The Big Bang Theory was one of the featured shows in a recent CBS special Now That’s Funny! Presented by the Paley Center for Media, the special aired the day after Christmas and featured the Big Bang Theory actors talking about one thing that sets their show apart: the live audience. Sitcoms generally are one of two kinds: single-camera with no audience, or multi-camera with actual fans watching the action. The Big Bang Theory has always been the latter.
Kaley Cuoco-Sweeting, who plays Penny, minced no words when describing what the people in the studio mean to the actors.
“Our audiences are unbelievably awesome. These people… they want to be here… We do have the gift of the audience, for sure.”
Kunal Nayyar pointed out that, for the audience, coming to the show is a monumental event and the excitement is palpable.
“It’s amazing.

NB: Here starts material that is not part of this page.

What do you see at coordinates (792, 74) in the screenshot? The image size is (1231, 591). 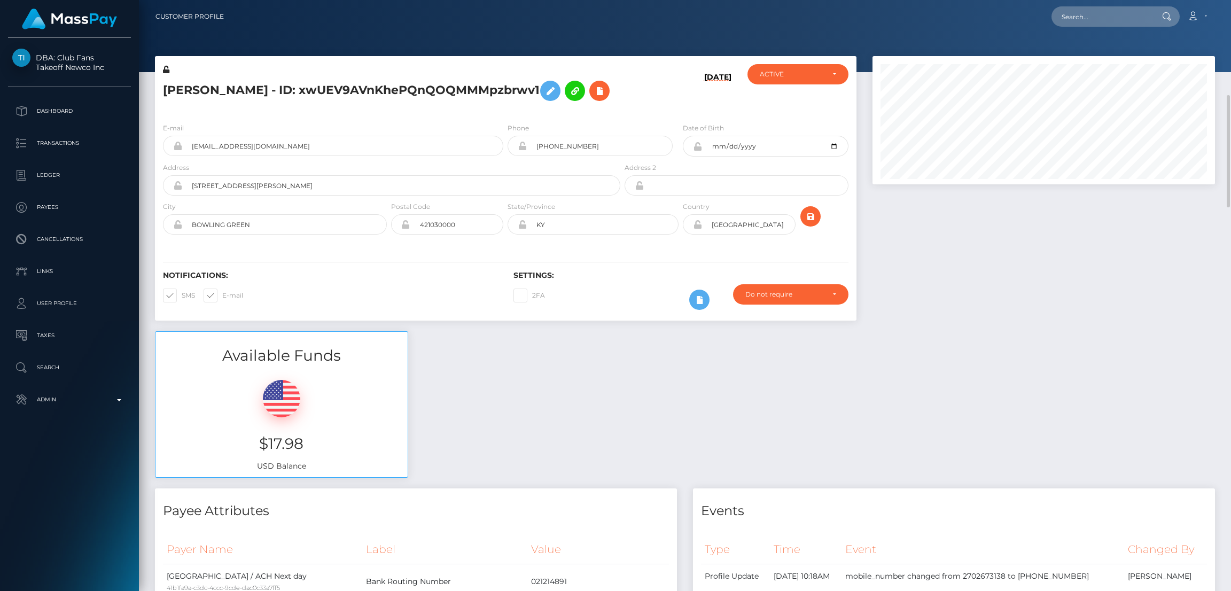 I see `div: ACTIVE` at bounding box center [792, 74].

The energy is very electric. There are audiences who have flown in just for one night from Japan, Australia, Central America. People have been waiting for years to come to a taping of ‘Big Bang Theory.’”
That sentiment was shared by Johnny Galecki.
“It’s charged. There’s something else in the room that you can’t create without it, without those 300 people in the stands.”
You can check out the clip below of the cast talking about the show’s audience and the genius of show runner Chuck Lorre.
Viewers who tune in every week to watch The Big Bang Theory — or diehards who watch it every day in reruns — can rest assured the laughter they hear on-screen is real people laughing. Chuck Lorre was emphatic in a 2011 New York Magazine article that none of his sitcoms — which also include Two and a Half Men and Mike and Molly — use laugh tracks.
“I do not, and have never, sweetened my shows with fake laughs. I’ve always thought it was a pretty hateful and self-defeating practice.”
As the Now That’s Funny! clip demonstrates, however, the warm-up comic works hard to get the audience’s enthusiasm at its peak before the cast comes out and delivers the scripted dialogue.
New episodes of The Big Bang Theory air Thursday nights on CBS.